The food had a nauseating sameness about it—Spam, beans, dehydrated potatoes, and SOS. Flies ranged regularly from the bodies of the dead Japanese, still unburied, to the “heads” (toilets) and onto our food. Dysentery (“GI runs”) was common. We all had a dull laugh one day when Doc brought in a piece of literature he'd received in the mail. Prepared by a board of doctors and surgeons in Washington, it was a detailed report on the importance of proper nutrition for pilots. Never, it said, should pilots be fed greasy foods or beans.

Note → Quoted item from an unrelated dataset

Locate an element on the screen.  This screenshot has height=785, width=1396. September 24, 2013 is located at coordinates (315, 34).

Fruits and green vegetables should be regularly on their diets.

“Does it say anything in there about fried flies, stewed flies, boiled flies, or just plain flies, Doc?” asked Bragdon.

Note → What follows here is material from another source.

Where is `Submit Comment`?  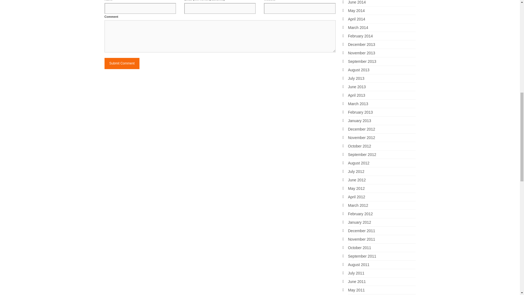
Submit Comment is located at coordinates (122, 63).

At night, tree toads chirruped in the jungle. Sometimes they
crawled into our tent, along with lizards three or four feet long that looked like something out of a lost world.

Huge coconut crabs scraped across our floor at night, often dragging our shoes about. Rats as big as cats pilfered our belongings. One night, one of them chewed on Burney Tucker's thumb as he slept, after he inadvertently flung his hand outside his mosquito net.

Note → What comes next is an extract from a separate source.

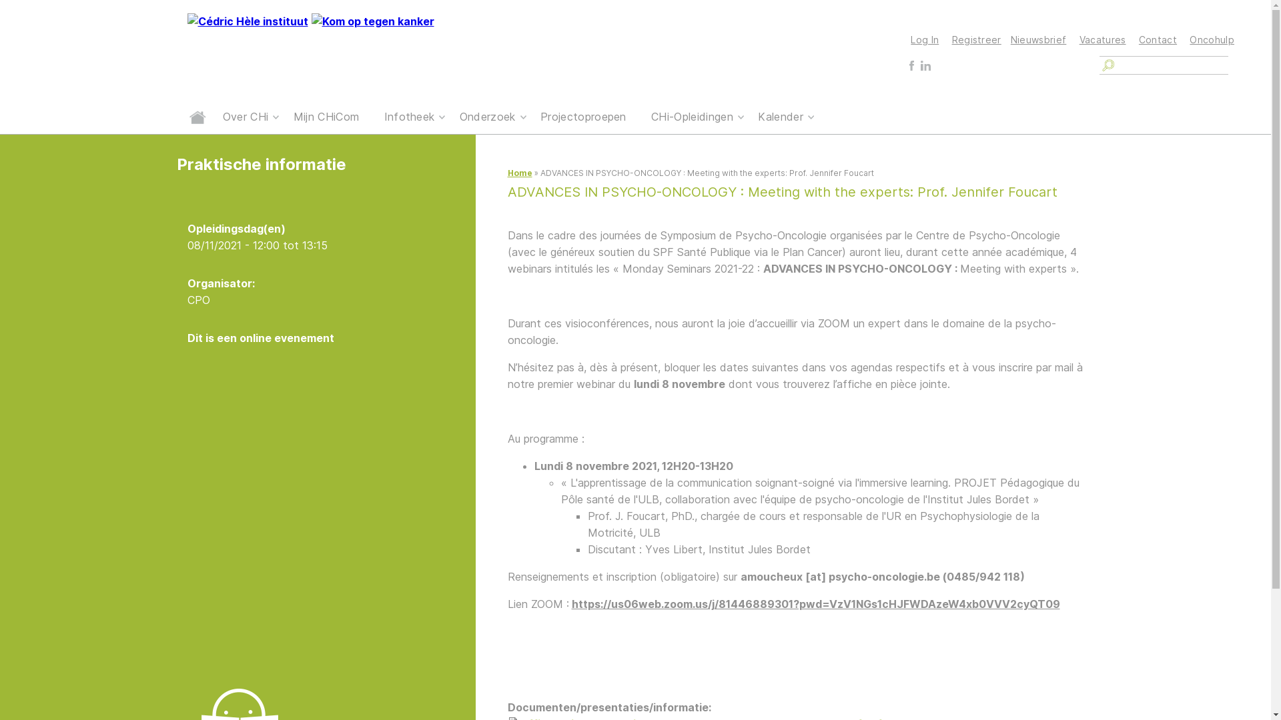 Image resolution: width=1281 pixels, height=720 pixels. I want to click on Oncohulp, so click(1211, 40).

It rained regularly. Everything was mildewed. You washed out your shirt in a bucket of water and hung it up in your tent to dry, and it stayed damp for a week. Our foxholes, although covered by the tent, seeped full of water.

One night during an air raid, I stood nude above my foxhole and shone my flashlight down into it. It was four feet deep in muddy water. Two rats had fallen in and were swimming about, unable to climb its straight slippery sides.

“I'm not jumping into that, bombs or no bombs,” I vowed. But when the bombs began to fall, I jumped in, all right, and thrashed about in the dark, beating off the rats as they tried to climb up my chest and back.

We had no night fighters at Munda then, so all we could do during raids was sit and hope our antiaircraft fire would knock the bombers down or scare them away.

Tired of these sleepless nights, Boyington requested permission to fly one night to try to knock off one of our nocturnal visitors. He took off at one o'clock one morning and stayed up for four hours. Enemy planes were all around us all night long. They'd close in when Boyington dropped down to get off of oxygen, and then circle away as he climbed to meet them. That night we had only one alert; no planes came close, no shots were fired, and no bombs were dropped.

A good many thousand men blessed Pappy for giving them the first uninterrupted night's sleep they'd had in a long time.

Boyington landed at 5:00
A.M.;
at 5:40 the sirens sounded. Four Black Sheep were among those scrambled to intercept the enemy; John Begert was knocked down by a bomb blast as he ran to get into his plane, but sustained only a few cuts, scratches, and bruises.

The other three Black Sheep and two pilots from another Marine squadron got off and were directed out on two separate courses. The other squadron's pilots sighted the enemy bomber, chased it for
75
miles, and shot it down.

We hoped that would slow up the air raids, but the next night we had an alert in the middle of evening Spam. We stumbled across the muddy clearing and sat down on our cots in our tent. No planes appeared; no searchlights went on.

“Let's go down and get our showers,” suggested Bailey.